Ten Cent laughed and sat down again.

‘You’ll stay here with Ten Cent,’ Don Calligaris said. ‘He’ll give you the straight shoot on what goes down and when. Don’t deal with anyone but him an’ me, you understand?’

I nodded.

‘You got a room upstairs and Ten Cent will help bring your stuff in. Take a rest, have a siesta, eh? We got a party tonight at the Blue Flame and you can meet some of the guys. I gotta go take care of somethin’ but I’ll be around if you need me. Just tell Ten Cent, and if he can’t figure somethin’ out he can call me.’

Don Calligaris turned and gripped my shoulders. He pulled me close, and kissed my cheeks in turn. ‘Welcome, Ernesto Perez, and whether you whacked Ricki Dvore and cut his freakin’ heart out or not you still gonna come in useful up here in Manhattan. You enjoy yourself while you can, ’cause you never know what shit might be waitin’ for you around the corner, right Ten Cent?’

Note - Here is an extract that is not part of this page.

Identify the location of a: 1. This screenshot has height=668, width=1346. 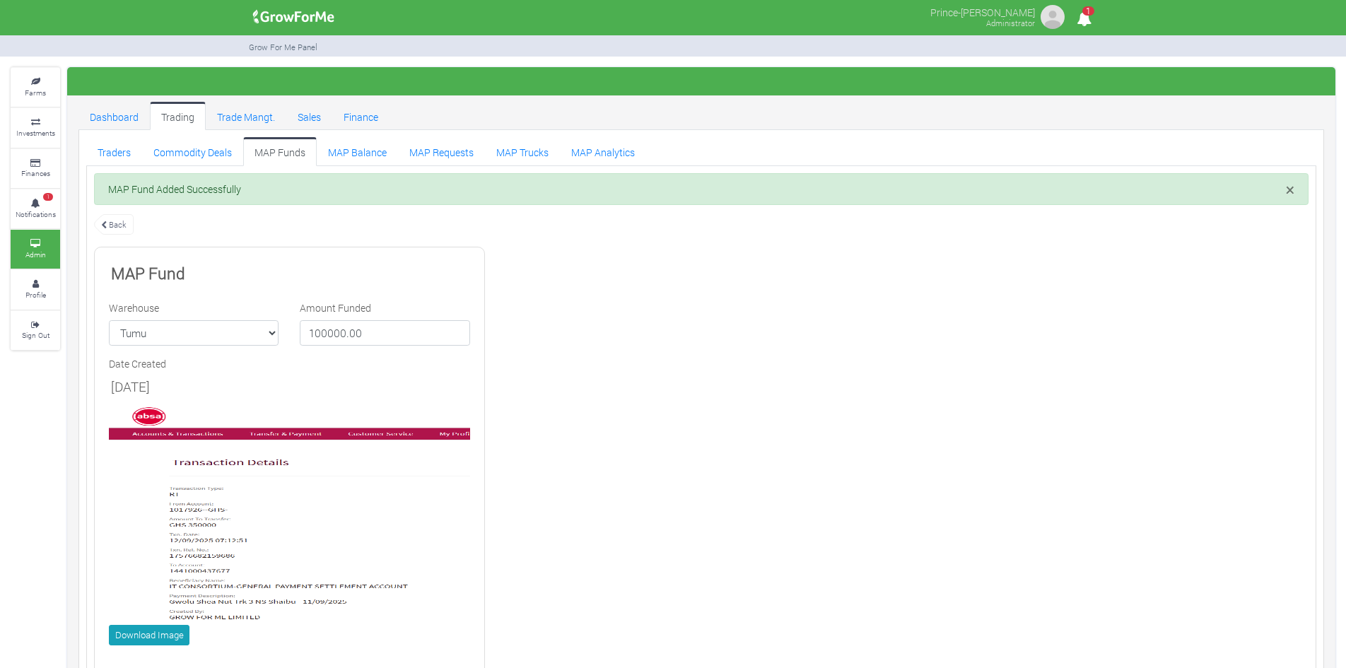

‘Right as fuckin’ rain, boss.’

Don Calligaris left, and for a minute I stood there in the front room of that house feeling like the world had closed a chapter on me and started another.

‘You gonna take a weight off or what?’ Joe Giacalone said.

I nodded and sat down.

‘Hey, don’t be so uptight, kid,’ Ten Cent said. ‘You got a new family now, and if there’s one thing about this family they sure as shit know how to take care of their own, right Joey?’

‘Sure as shit.’

I leaned back in the chair. Ten Cent offered me a cigarette and I lit it. Joey put the TV on, surfed channels until he found a game, and within a few minutes I had stopped questioning why I was there and what would happen. It was what it was. I had made my choice in a split second in Don Ceriano’s car. Ceriano was dead. I was not. That was the way of this world.

The Blue Flame was a strip joint and nightclub on Kenmare Street. First thing I was aware of was how dark it was inside. A wide stage ran the length of the building on the right hand side, and across this stage three or four girls in tasselled bras and panties no bigger than dental floss gyrated and ground their hips to a bass-heavy music that came from speakers along the floor beneath them. Over to the left three or four long tables had been pulled together, and seated around them were perhaps fifteen or twenty men, all of them dressed in suits and ties, all of them drinking and laughing, all of them red-faced and loud and trying to outdo one another.

Ten Cent took me down there. Don Calligaris rose as we approached and with a flourish of his hand he silenced the gathered crew.

‘Ladies, ladies, ladies… we have a new guy in town.’

The gathering cheered.

‘This is Ernesto Perez, one of Don Ceriano’s boys, and though Don Ceriano cannot be with us this evening of course, I’m sure he would appreciate the fact that one of his people got wised up and came to Manhattan to work for us.’